Opinion

Opinion: I’m a Feminist and I Want to Defund Planned Parenthood; Here’s Why

The government is running out of money. We’ve known this for a long time, of course. It’s a fact that’s central to the debate over any new policy—can we afford to fund this, or do we need to make more cuts so our debt doesn’t spiral any farther out of control than it already has?

On the one hand, many of our social programs are necessary to, you know, keep people from dying. On the other hand, by funneling taxpayers’ money into the hands of rich investors who lend money to the government and receive interest on those loans, our national debt perpetuates the same inequality that makes those programs necessary. It’s a tough decision.

In 2013, the government was so divided over whether to fund the Affordable Care Act, popularly known as “Obamacare,” that it shut down. And this October, Republicans have been threatening to shut down the government if it does not cut funding to Planned Parenthood, a nonprofit organization that provides birth control, STD screenings, abortions, and other reproductive health services. This controversy has been fueled by the fact that abortion and birth control are still hot-button issues in American politics, and each side seems to be making it about them. If you “Stand With Planned Parenthood,” you’re a babykiller; if you don’t, you hate women.

I’m a proud feminist, though I think that framing this as purely a “women’s issue” erases the fact that trans men and nonbinary people require access to this care too. I’m pro-choice. I think Planned Parenthood provides a wonderful array of services.

And I think we should defund it. The government is spending more money than it has, and it needs to stop.

But wait, you say. Don’t people have the right to the reproductive care that they need?

Well, yes. But who are we to say that some forms of healthcare are better than others? What about people who are chronically ill and unable to pay for treatment? Don’t they have the right to health, too? Instead of funding one specific, private organization, why don’t we fund free, universal health care for all Americans, including reproductive care?

It seems counterintuitive, but this would, in fact, save the government quite a sum of money. A study by the Lewin Group showed that California would have saved $343.6 billion by now if it had adopted a single-payer healthcare system in 2006. Furthermore, a more recent analysis shows that while the Affordable Care Act spends 12% of its funding on administrative costs and profit for insurance companies, Medicare only spends 2% on overhead. Yet another study, conducted by BMC Health Services Research, estimates that the United States could save $375 billion a year by providing free healthcare to its citizens.

In a way, we’d still be funding Planned Parenthood; state insurance would pay for anyone who wanted to go to the clinic. But this way, we’d save money and wouldn’t have to raise the debt ceiling. There would be zero excuse to shut down the government. Should such a proposal make it through, opponents of reproductive health would be robbed of a powerful bargaining tool, and supporters couldn’t be accused of trying to tax or spend too much.

Unfortunately, such a proposition is completely unrealistic. Despite having been successfully implemented in countries like Canada and Finland, universal healthcare is considered far too “radical” in the American political climate to gain much support. And this was never even about the budget in the first place; it’s an attempt to control the bodies of women, as well as trans people who are wrongly perceived as women. So there’s going to be a showdown, and possibly a shutdown, as our debt crisis is exploited to push an oppressive agenda.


TASK DIRECTIONS
Copy every line from the records below that carries the word "pixels".

ENTRIES SHOWN
○ ○ ○ ○

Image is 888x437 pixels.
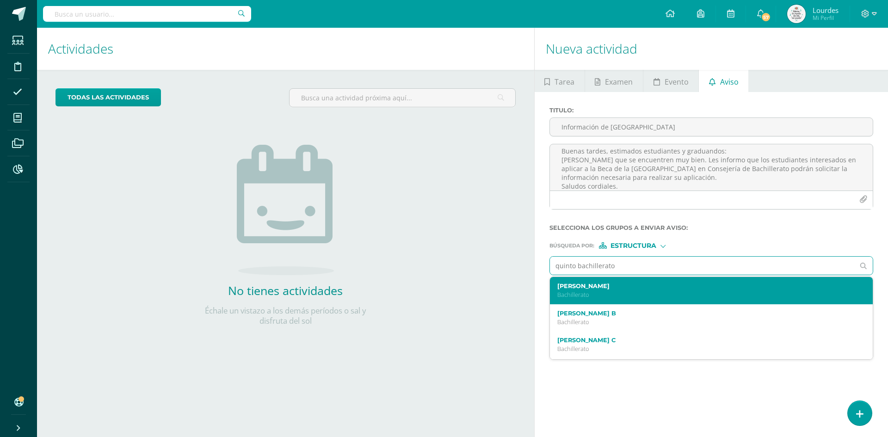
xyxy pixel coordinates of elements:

○ ○ ○ ○

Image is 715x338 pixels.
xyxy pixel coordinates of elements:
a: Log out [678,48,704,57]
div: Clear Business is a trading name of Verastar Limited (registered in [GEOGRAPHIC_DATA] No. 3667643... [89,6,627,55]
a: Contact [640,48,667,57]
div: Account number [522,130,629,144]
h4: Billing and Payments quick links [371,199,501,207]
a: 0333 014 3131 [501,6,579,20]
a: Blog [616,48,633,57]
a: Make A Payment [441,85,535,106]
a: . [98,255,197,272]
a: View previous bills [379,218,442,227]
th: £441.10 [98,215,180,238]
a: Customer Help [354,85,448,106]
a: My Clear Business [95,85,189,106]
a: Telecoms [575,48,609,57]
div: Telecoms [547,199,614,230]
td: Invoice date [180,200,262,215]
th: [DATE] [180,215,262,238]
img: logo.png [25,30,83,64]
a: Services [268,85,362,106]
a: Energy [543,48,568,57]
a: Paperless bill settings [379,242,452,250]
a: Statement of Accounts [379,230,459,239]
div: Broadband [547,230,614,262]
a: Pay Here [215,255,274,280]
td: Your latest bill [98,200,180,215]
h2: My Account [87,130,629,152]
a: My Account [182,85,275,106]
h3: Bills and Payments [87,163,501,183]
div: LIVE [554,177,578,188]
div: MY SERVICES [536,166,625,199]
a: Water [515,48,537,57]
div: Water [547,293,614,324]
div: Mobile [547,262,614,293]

○ ○ ○ ○

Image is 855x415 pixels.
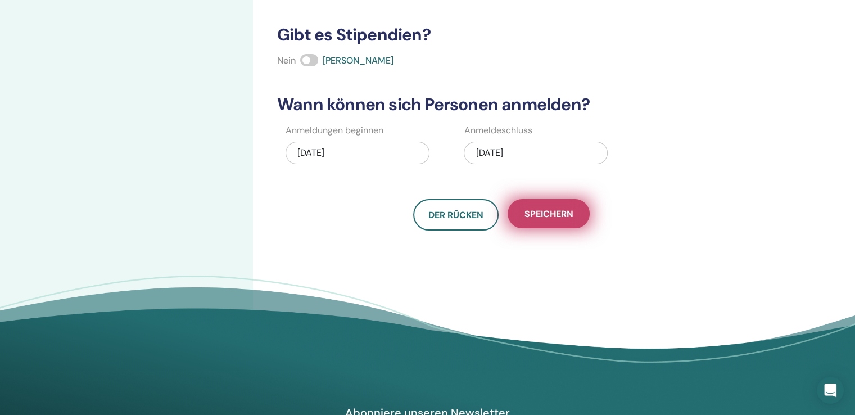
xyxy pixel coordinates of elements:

○ ○ ○ ○

EXPECTED OUTPUT
Image is 888x437 pixels.
Image is 715x338 pixels.
Image is 855x415 pixels.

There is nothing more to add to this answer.